David was bringing the sheep in and told them that he wouldn't allow them to kill the
sheep with 12-bores. He insisted they got more ammunition for the pistols, which they did,
but it was not until 10pm that night that slaughtering finished, leaving most of the dead
bodies overnight.
The vets notified the Massies that the three "suspect" sheep were going to be
blood tested and they were actually taken on the Thursday. All our neighbours advised them
to hold out until the results were back and the Massies argued with the vets. But whatever
we said, the vets were not listening. They were intent on slaughtering the animals. The
team came back on the Saturday to finish off burying the animals and left the site.
Disinfection teams arrived to start cleaning down and disinfecting the farms.
On Thursday 12th April two MAFF people arrived and told David Massie that they were
worried about one of the burial sites weeping blood. Their solution was to dig a hole up
the side of the site and to spread the rotting animals into the new hole.
Horrified at this, the Masseys got in touch with Lord Bradford on the Good Friday morning.
He got in touch with the local TV station, Midlands Today, and asked them to come down.
They came out and stationed themselves on the lawn of the house, which MAFF had said was a
"clean" area. The cameraman started to film the digger at work. The MAFF did not
like this at all.
Next thing, two Army Land Rovers arrived, with six soldiers. They seized the cameraman and
made him strip down to his underpants in the middle of the road, put his clothes in a bag,
gave him an overall, and told him to get off the farm. They then closed down the public
road alongside the house - the road remains closed to this day.
After the fuss had died down, David went down to the soldiers - who were sitting in their
vehicles - and asked them why they were there. They said they were working for MAFF and
been called in because of the cameras. They got the officer in charge and he told David
that if he caused any more fuss, he and his family would be put under house arrest. He
also said he had the right to extend the infected place notice, making access impossible,
which would keep the cameras away.
With the Army present, the digger continued into the Saturday, but they dug into the main
hole and drained the water into the new hole. Near the hole were houses, one with three
children in it - one a baby. The smell was horrendous, but the MAFF didn't even tell the
occupants what was going on. On a couple of occasions the Army followed Sue, and then
David when they left the house, to see where they were going.
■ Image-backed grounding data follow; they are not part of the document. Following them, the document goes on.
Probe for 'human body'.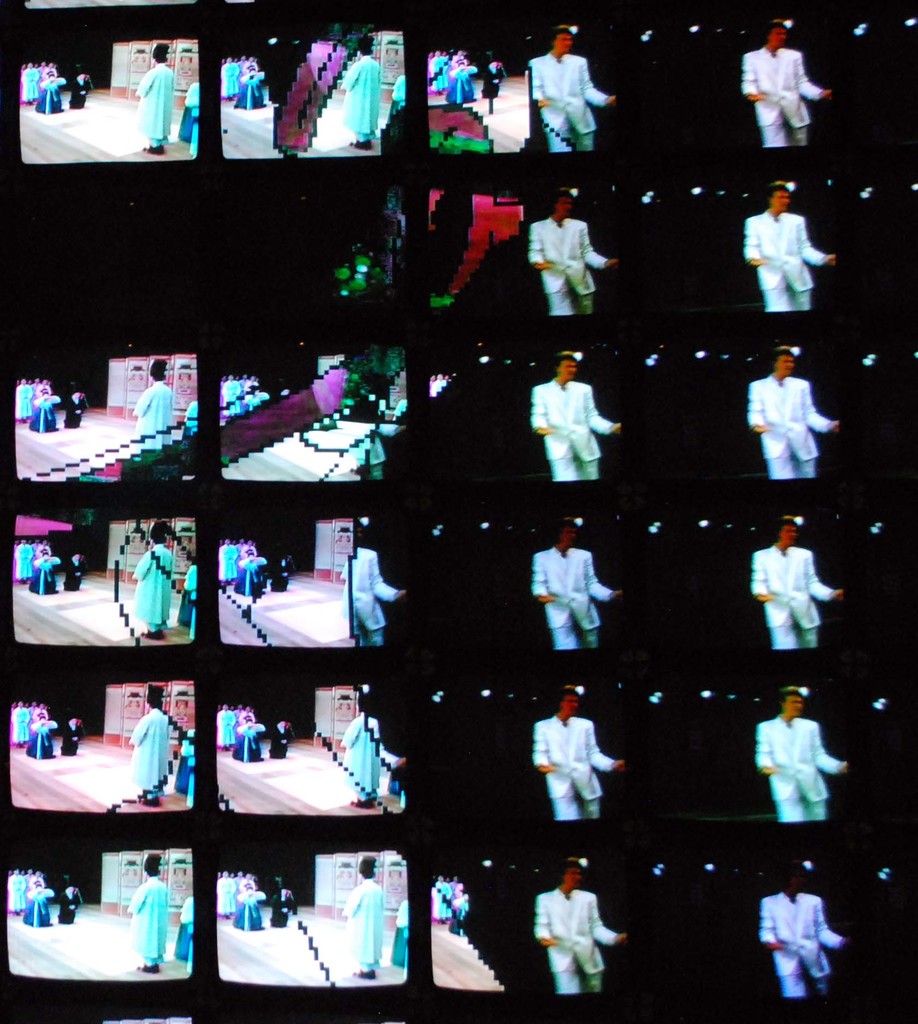
Probe result: x1=537, y1=547, x2=605, y2=650.
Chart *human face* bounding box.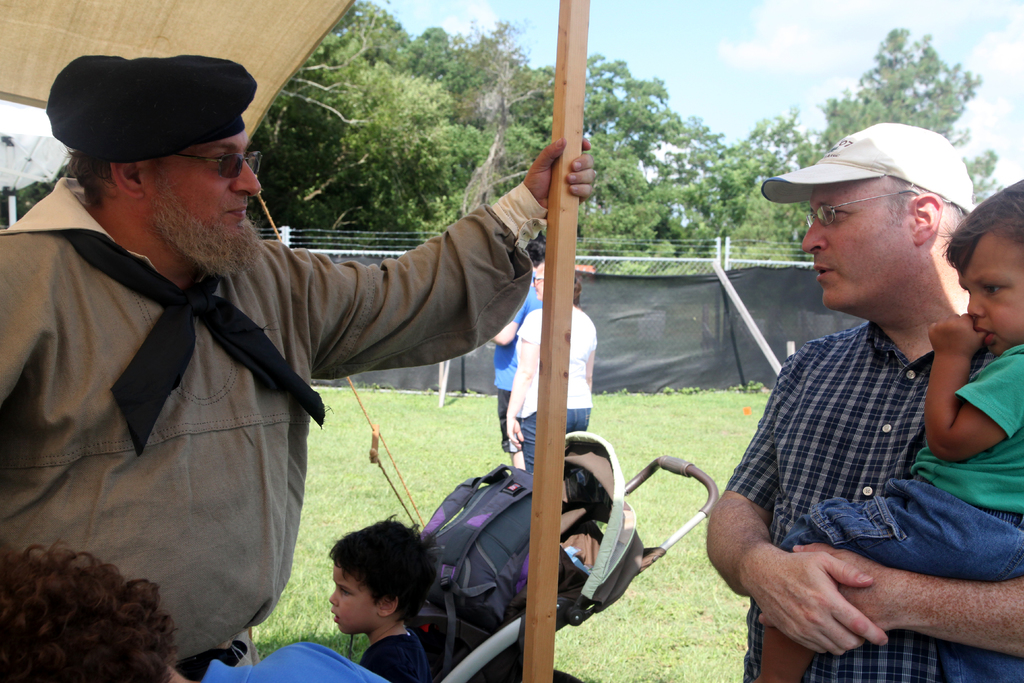
Charted: <box>141,133,258,253</box>.
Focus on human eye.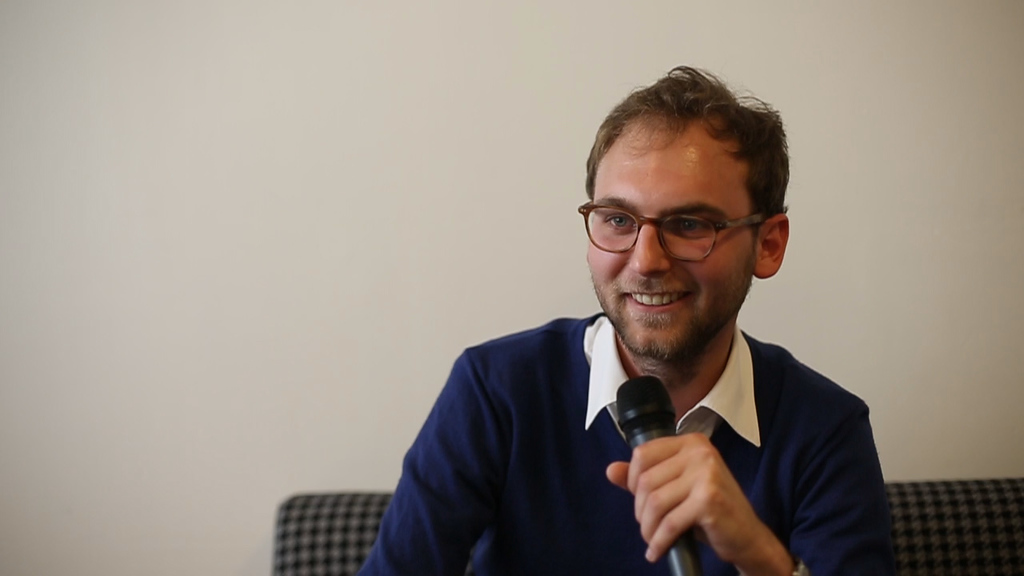
Focused at {"x1": 670, "y1": 212, "x2": 720, "y2": 238}.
Amazingly, the vets them moved to the nearby Apeton Manor Farm - 108 acres - and killed
all the animals there, but only ten days after blood tests had been taken on the sheep,
which had come back negative. The farm only adjoining on a three-field boundary and there
was a ten-foot wide brook between so there could have been no contact between animals.
This is England, land of the free and the brave.